Marching among the desolate, elongated column, Kasuga went through the
dense bamboo thicket. Many men around him carelessly hit each other with bamboo, for the long poles on their shoulders hindered their walking. A clear clang broke the sheer silence and reverberated throughout the thicket every time, followed by rebuking shouts. Kasuga thought it far from a quiet march.
Now Tomita led the MG Fifth Platoon, which was running out of members, and it got on the tail end of MG Company. When Kasuga passed through the bamboo thicket and neared the community of nipa palm, the sun had set completely. The waxing half-moon was shining far above the already-blackened ridgeline of Hill 604.
Leaves glistening in moonlight looked like bare swords, giving Kasuga ominous impressions. But they began to vanish as the odor of the sea came drifting upon them. Their platoon had stepped into the mangrove. It was difficult to walk there, even in daylight. Their march quickly stagnated, and the groans of many soldiers were heard here and there. The darkness increased considerably, as layers of branches and leaves of salt-tolerant trees covered the night sky.
Kasuga feared being left behind. Still worse, his shrapnel wound had begun throbbing with pain, and he broke out in a cold sweat. If he were to stray here, what would his fate be? It was too terrible to think. Almost desperately, he pushed his
way through the trees, keeping the white sash across Tomita’s chest, looming faintly in the darkness ahead, in his sights.
He didn’t know how many hours they had been walking anymore. When he stopped to wipe the sweat from his forehead, he noticed a breeze that carried with it the hum of aircraft exhaust. Friendly reconnaissances had likely come to cover the crossing, as scheduled. A little later, the bang of a detonation could be heard up ahead. Then clatters of machine guns started reverberating. Hostile vessels had probably taken up positions on Myinkhon Creek as expected, and the recon section was challenging them to a gunfight. Kasuga could tell an aerial bomb caused the first blast.

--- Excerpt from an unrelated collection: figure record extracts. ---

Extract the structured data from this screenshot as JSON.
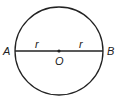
{
  "diagram": {
    "type": "circle-diameter",
    "circle": {
      "cx": 59,
      "cy": 51,
      "r": 44,
      "stroke": "#222222"
    },
    "diameter": {
      "x1": 15,
      "x2": 103,
      "y": 51
    },
    "center_point": {
      "label": "O"
    },
    "endpoints": [
      {
        "label": "A"
      },
      {
        "label": "B"
      }
    ],
    "segment_labels": [
      {
        "label": "r"
      },
      {
        "label": "r"
      }
    ]
  }
}
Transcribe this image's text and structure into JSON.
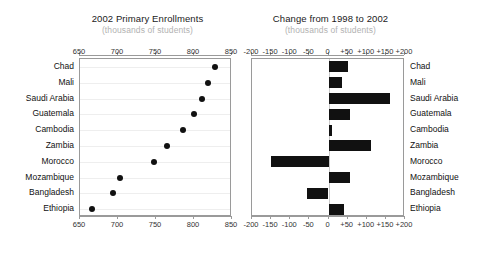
{
  "chart_data": [
    {
      "type": "scatter",
      "title": "2002 Primary Enrollments",
      "subtitle": "(thousands of students)",
      "xlabel": "",
      "ylabel": "",
      "xlim": [
        650,
        850
      ],
      "xticks": [
        650,
        700,
        750,
        800,
        850
      ],
      "xticklabels": [
        "650",
        "700",
        "750",
        "800",
        "850"
      ],
      "grid": true,
      "legend": "none",
      "categories": [
        "Chad",
        "Mali",
        "Saudi Arabia",
        "Guatemala",
        "Cambodia",
        "Zambia",
        "Morocco",
        "Mozambique",
        "Bangladesh",
        "Ethiopia"
      ],
      "values": [
        828,
        818,
        811,
        800,
        785,
        765,
        748,
        703,
        694,
        666
      ]
    },
    {
      "type": "bar",
      "title": "Change from 1998 to 2002",
      "subtitle": "(thousands of students)",
      "xlabel": "",
      "ylabel": "",
      "xlim": [
        -200,
        200
      ],
      "xticks": [
        -200,
        -150,
        -100,
        -50,
        0,
        50,
        100,
        150,
        200
      ],
      "xticklabels": [
        "-200",
        "-150",
        "-100",
        "-50",
        "0",
        "+50",
        "+100",
        "+150",
        "+200"
      ],
      "grid": false,
      "legend": "none",
      "orientation": "horizontal",
      "categories": [
        "Chad",
        "Mali",
        "Saudi Arabia",
        "Guatemala",
        "Cambodia",
        "Zambia",
        "Morocco",
        "Mozambique",
        "Bangladesh",
        "Ethiopia"
      ],
      "values": [
        50,
        35,
        160,
        55,
        8,
        110,
        -150,
        55,
        -55,
        40
      ]
    }
  ],
  "colors": {
    "marker": "#111111",
    "bar": "#111111",
    "axis": "#9a9a9a",
    "grid": "#eeeeee",
    "title_text": "#1a1a1a",
    "subtitle_text": "#b2b2b2",
    "tick_text": "#333333",
    "background": "#ffffff"
  }
}
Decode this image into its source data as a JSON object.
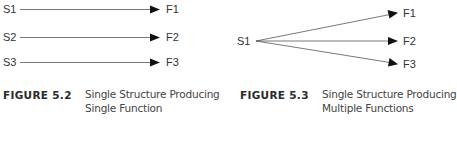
{
  "figure_left": {
    "sources": [
      "S1",
      "S2",
      "S3"
    ],
    "targets": [
      "F1",
      "F2",
      "F3"
    ],
    "caption_number": "FIGURE 5.2",
    "caption_line1": "Single Structure Producing",
    "caption_line2": "Single Function"
  },
  "figure_right": {
    "source": "S1",
    "targets": [
      "F1",
      "F2",
      "F3"
    ],
    "caption_number": "FIGURE 5.3",
    "caption_line1": "Single Structure Producing",
    "caption_line2": "Multiple Functions"
  },
  "colors": {
    "line": "#555555",
    "arrowhead": "#111111",
    "text": "#333333"
  }
}
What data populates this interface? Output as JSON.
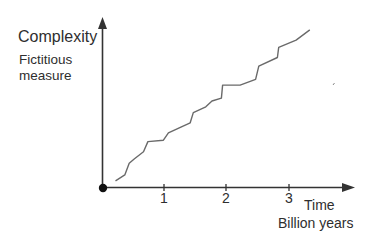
{
  "chart_data": {
    "type": "line",
    "title": "",
    "ylabel": "Complexity",
    "ylabel_sub": "Fictitious measure",
    "xlabel": "Time",
    "xlabel_sub": "Billion years",
    "x_ticks": [
      "1",
      "2",
      "3"
    ],
    "xlim": [
      0,
      4
    ],
    "grid": false,
    "legend": null,
    "series": [
      {
        "name": "Complexity (stepwise increase)",
        "note": "Staircase-like rising curve; y is fictitious/unitless",
        "x": [
          0.2,
          0.35,
          0.42,
          0.5,
          0.65,
          0.72,
          0.97,
          1.05,
          1.25,
          1.4,
          1.45,
          1.65,
          1.75,
          1.9,
          1.92,
          2.2,
          2.45,
          2.5,
          2.8,
          2.82,
          3.1,
          3.32
        ],
        "y": [
          0.05,
          0.09,
          0.17,
          0.2,
          0.25,
          0.32,
          0.33,
          0.38,
          0.42,
          0.45,
          0.52,
          0.56,
          0.6,
          0.62,
          0.71,
          0.71,
          0.75,
          0.84,
          0.9,
          0.97,
          1.02,
          1.09
        ]
      }
    ]
  },
  "labels": {
    "y_main": "Complexity",
    "y_sub_line1": "Fictitious",
    "y_sub_line2": "measure",
    "x_main": "Time",
    "x_sub": "Billion years",
    "tick_1": "1",
    "tick_2": "2",
    "tick_3": "3"
  },
  "colors": {
    "axis": "#333333",
    "curve": "#6a6a6a",
    "text": "#2e2e2e"
  }
}
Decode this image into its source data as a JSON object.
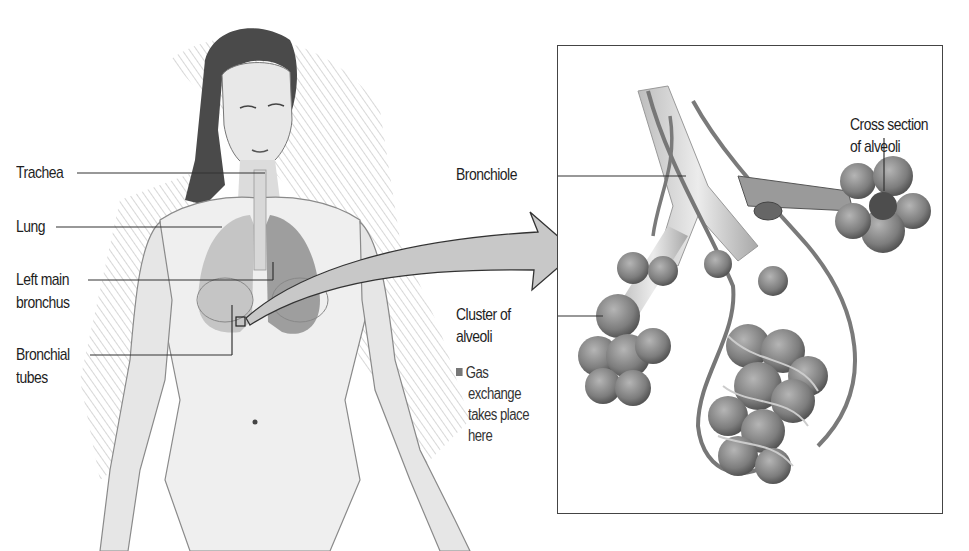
{
  "figure": {
    "left_labels": [
      {
        "text": "Trachea"
      },
      {
        "text": "Lung"
      },
      {
        "text": "Left main",
        "text2": "bronchus"
      },
      {
        "text": "Bronchial",
        "text2": "tubes"
      }
    ],
    "inset_labels": {
      "bronchiole": "Bronchiole",
      "cluster_line1": "Cluster of",
      "cluster_line2": "alveoli",
      "cross_line1": "Cross section",
      "cross_line2": "of alveoli"
    },
    "note": {
      "line1": "Gas",
      "line2": "exchange",
      "line3": "takes place",
      "line4": "here"
    },
    "colors": {
      "line": "#333333",
      "arrow_fill": "#c8c8c8",
      "alveoli": "#8a8a8a",
      "skin_shade": "#9a9a9a"
    }
  }
}
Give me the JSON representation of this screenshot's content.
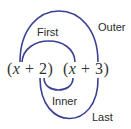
{
  "diagram": {
    "binomials": [
      {
        "open": "(",
        "variable": "x",
        "operator": " + ",
        "constant": "2",
        "close": ")"
      },
      {
        "open": "(",
        "variable": "x",
        "operator": " + ",
        "constant": "3",
        "close": ")"
      }
    ],
    "labels": {
      "first": "First",
      "outer": "Outer",
      "inner": "Inner",
      "last": "Last"
    },
    "colors": {
      "arc": "#3b4192",
      "text": "#2a2a2a"
    }
  }
}
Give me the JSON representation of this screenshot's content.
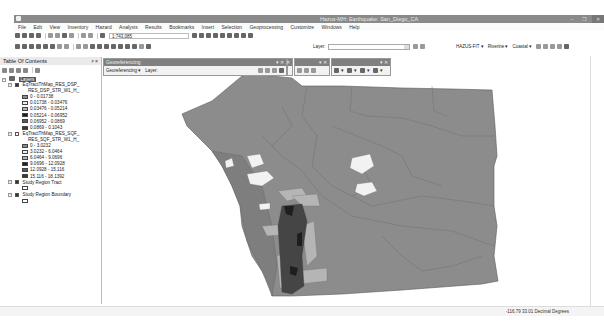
{
  "app": {
    "title": "Hazus-MH: Earthquake: San_Diego_CA",
    "window_controls": [
      "minimize",
      "restore",
      "close"
    ]
  },
  "menu": [
    "File",
    "Edit",
    "View",
    "Inventory",
    "Hazard",
    "Analysis",
    "Results",
    "Bookmarks",
    "Insert",
    "Selection",
    "Geoprocessing",
    "Customize",
    "Windows",
    "Help"
  ],
  "toolbar": {
    "scale": "1:743,085",
    "layer_label": "Layer:",
    "layer_value": "",
    "hazus_fit": "HAZUS-FIT ▾",
    "riverine": "Riverine ▾",
    "coastal": "Coastal ▾"
  },
  "toc": {
    "title": "Table Of Contents",
    "pin": "ᵖ ×",
    "dataframe": "Layers",
    "layers": [
      {
        "name": "EqTractThMap_RES_DSP_",
        "field": "RES_DSP_STR_W1_H_",
        "checked": true,
        "classes": [
          {
            "label": "0 - 0.01738",
            "color": "#8c8c8c"
          },
          {
            "label": "0.01738 - 0.03476",
            "color": "#efefef"
          },
          {
            "label": "0.03476 - 0.05214",
            "color": "#b5b5b5"
          },
          {
            "label": "0.05214 - 0.06952",
            "color": "#1e1e1e"
          },
          {
            "label": "0.06952 - 0.0869",
            "color": "#5a5a5a"
          },
          {
            "label": "0.0869 - 0.1043",
            "color": "#3a3a3a"
          }
        ]
      },
      {
        "name": "EqTractThMap_RES_SQF_",
        "field": "RES_SQF_STR_W1_H_",
        "checked": false,
        "classes": [
          {
            "label": "0 - 3.0232",
            "color": "#8c8c8c"
          },
          {
            "label": "3.0232 - 6.0464",
            "color": "#efefef"
          },
          {
            "label": "6.0464 - 9.0696",
            "color": "#b5b5b5"
          },
          {
            "label": "9.0696 - 12.0928",
            "color": "#1e1e1e"
          },
          {
            "label": "12.0928 - 15.116",
            "color": "#5a5a5a"
          },
          {
            "label": "15.116 - 18.1392",
            "color": "#3a3a3a"
          }
        ]
      },
      {
        "name": "Study Region Tract",
        "checked": true
      },
      {
        "name": "Study Region Boundary",
        "checked": true
      }
    ]
  },
  "georeferencing": {
    "title": "Georeferencing",
    "menu_label": "Georeferencing ▾",
    "layer_label": "Layer:"
  },
  "status": {
    "coords": "-116.79  33.01 Decimal Degrees"
  },
  "map": {
    "base_color": "#8c8c8c",
    "boundary_color": "#5a5a5a",
    "background": "#ffffff"
  }
}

The pitch of the aircraft drone fluctuated continuously, probably caused by the recon pilots busily manipulating their throttles. It was punctuated by the sporadic firing of machine guns, but Kasuga couldn’t tell if it was friend or foe. All of this action was unexpectedly near. All the soldiers, including Kasuga himself, had stopped. Everyone listened to the course of events in breathless suspense.
Abruptly, the clattering died down. Kasuga expected a deafening explosion of an enemy boat, but the surroundings were sinking into a hush again. The recon section might have already beaten a hurried retreat; nobody could hear their exhaust.
The whole battle ended in less than five minutes. Kasuga wondered what caused it to end so quickly. Two planes might have been too few, or they might not have had enough ammo. Or, the firepower or the number of enemy boats might have been too much or many for the recons.
Kasuga was disappointed. He didn’t understand what that operation meant.
He doubted such a halfway attack could contain the enemy. Even when looked at in the most favorable light, it was hard to think the air support had gotten the desired results—to make their crossing operation easy. Instead, it seemed to advertise that the Japanese Army was doing something that night. He couldn’t help feeling it was an unwelcome favor, being sorry for the airmen having come to support them without considering the difficulty of night attacks.